Want to be Successful at Literally Anything? Here’s How to Do It
If you want to be successful in any part of life – which it’s probably safe to assume you do – then there is one single strategy that you need. One single methodology.
That strategy is this: find small steps you can take and then take them every single day.
Consistency is the key. And so too is patience.
Everything else is extra.
Some Examples
Let’s say that you want to get into amazing shape. How do you do it? Simple: you find a training program – anything that involves more exercise than you currently do – and you stick at it every single day without fail.
Want to build a business? Simple: you find time in the evenings or at the weekend and you put time into creating your products or services, marketing them, and fulfilling orders.
Want to find love? Then you put yourself in those positions where you’re likely to meet someone and you make sure that you go there regularly and make the effort to talk to people.
I could go on.
The reason this works is simple: it breaks your goals down into small steps that anyone can execute and by doing that, it makes the goal bite-sized and manageable.
This not only takes you incrementally closer toward your objectives though: it also doubles as ‘training’. Every time you try at something, you become a little bit better and a little bit more experienced. That means that you will become slightly more likely each time to be successful and to accomplish the goal the next time you try.
How to do It
The problem is that most people won’t take this attempt. Very few people train on a regular basis in a consistent manner. They instead take up some intensive form of training or an over-the-top fad diet and they try to lose weight fast.
A lot of people will give up on running a business when they don’t see immediate success.
A lot of people hope that love will just land on their doorstep as it does in the movies – thinking that they don’t need to be proactive.
The key then is to find the motivation and to make the small steps manageable enough that you will actually do them.
But most importantly, it’s to stop focusing on the end result and instead focus on the means. You need to love what you’re doing and you need to do it for its own sake. Only then will you be able to stick at it when the going gets tough. And ironically, once you are less fixated on the ends, that’s when your goals become reality!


Exercise details
How many lines in the records below contain the word "Employment"? Answer with the number only.

Records from a collection of figures
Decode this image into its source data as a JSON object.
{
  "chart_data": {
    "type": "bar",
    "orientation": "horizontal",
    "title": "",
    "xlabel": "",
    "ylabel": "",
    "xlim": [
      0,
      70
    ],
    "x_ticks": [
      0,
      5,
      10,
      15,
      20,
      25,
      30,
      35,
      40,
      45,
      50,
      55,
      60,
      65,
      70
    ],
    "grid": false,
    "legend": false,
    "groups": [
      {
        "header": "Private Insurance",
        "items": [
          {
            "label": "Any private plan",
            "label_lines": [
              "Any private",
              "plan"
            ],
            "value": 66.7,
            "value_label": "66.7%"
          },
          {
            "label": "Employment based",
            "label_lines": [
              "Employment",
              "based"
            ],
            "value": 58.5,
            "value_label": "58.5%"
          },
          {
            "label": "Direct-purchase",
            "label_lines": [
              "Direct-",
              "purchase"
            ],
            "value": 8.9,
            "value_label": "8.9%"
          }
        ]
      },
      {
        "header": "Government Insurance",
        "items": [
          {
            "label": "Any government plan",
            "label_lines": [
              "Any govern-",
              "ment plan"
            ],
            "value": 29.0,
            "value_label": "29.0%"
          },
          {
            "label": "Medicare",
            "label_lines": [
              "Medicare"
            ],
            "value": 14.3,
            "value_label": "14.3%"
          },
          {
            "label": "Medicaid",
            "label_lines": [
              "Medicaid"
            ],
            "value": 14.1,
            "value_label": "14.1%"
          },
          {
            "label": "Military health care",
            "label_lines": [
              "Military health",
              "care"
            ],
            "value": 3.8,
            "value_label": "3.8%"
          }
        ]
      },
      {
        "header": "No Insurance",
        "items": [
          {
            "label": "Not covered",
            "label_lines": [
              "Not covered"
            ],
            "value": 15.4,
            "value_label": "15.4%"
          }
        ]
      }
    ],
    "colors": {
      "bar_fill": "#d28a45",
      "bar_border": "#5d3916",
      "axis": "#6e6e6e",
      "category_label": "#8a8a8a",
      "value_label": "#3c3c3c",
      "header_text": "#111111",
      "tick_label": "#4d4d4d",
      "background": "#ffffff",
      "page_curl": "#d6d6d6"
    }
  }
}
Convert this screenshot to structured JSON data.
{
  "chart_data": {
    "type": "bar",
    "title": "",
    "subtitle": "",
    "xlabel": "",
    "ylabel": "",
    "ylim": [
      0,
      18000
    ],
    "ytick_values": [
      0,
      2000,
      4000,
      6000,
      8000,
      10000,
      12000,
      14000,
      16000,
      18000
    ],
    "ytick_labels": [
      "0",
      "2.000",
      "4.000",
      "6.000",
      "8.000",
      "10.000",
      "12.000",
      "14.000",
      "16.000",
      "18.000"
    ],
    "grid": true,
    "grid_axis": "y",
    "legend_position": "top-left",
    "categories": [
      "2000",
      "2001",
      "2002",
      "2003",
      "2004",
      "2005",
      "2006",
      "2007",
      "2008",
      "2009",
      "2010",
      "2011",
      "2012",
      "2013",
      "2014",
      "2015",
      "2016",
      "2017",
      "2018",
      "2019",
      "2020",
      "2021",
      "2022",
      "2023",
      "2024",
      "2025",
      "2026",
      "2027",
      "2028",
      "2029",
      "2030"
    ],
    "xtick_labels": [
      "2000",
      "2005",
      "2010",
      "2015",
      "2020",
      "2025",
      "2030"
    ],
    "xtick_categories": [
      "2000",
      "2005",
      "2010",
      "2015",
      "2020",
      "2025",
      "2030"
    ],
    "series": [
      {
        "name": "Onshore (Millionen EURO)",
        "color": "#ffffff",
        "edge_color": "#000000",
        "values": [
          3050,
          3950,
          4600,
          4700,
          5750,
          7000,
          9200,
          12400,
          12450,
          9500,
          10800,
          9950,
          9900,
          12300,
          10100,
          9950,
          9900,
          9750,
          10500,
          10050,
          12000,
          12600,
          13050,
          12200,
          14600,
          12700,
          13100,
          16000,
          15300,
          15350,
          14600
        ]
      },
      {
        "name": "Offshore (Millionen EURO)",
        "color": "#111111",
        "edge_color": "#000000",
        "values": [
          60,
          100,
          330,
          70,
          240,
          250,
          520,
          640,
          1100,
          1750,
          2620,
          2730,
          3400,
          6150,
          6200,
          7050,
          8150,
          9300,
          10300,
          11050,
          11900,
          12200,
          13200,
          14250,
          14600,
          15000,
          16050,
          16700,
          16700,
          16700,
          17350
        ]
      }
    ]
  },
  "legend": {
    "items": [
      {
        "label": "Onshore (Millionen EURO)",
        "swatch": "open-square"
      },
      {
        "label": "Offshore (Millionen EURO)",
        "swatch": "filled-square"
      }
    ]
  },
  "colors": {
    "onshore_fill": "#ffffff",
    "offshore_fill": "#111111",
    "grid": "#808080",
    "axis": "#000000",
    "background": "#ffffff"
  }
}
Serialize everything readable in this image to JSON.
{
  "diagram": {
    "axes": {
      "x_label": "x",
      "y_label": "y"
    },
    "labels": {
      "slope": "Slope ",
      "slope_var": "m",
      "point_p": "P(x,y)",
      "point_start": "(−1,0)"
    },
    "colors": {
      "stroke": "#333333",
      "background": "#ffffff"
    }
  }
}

Answer to this task
2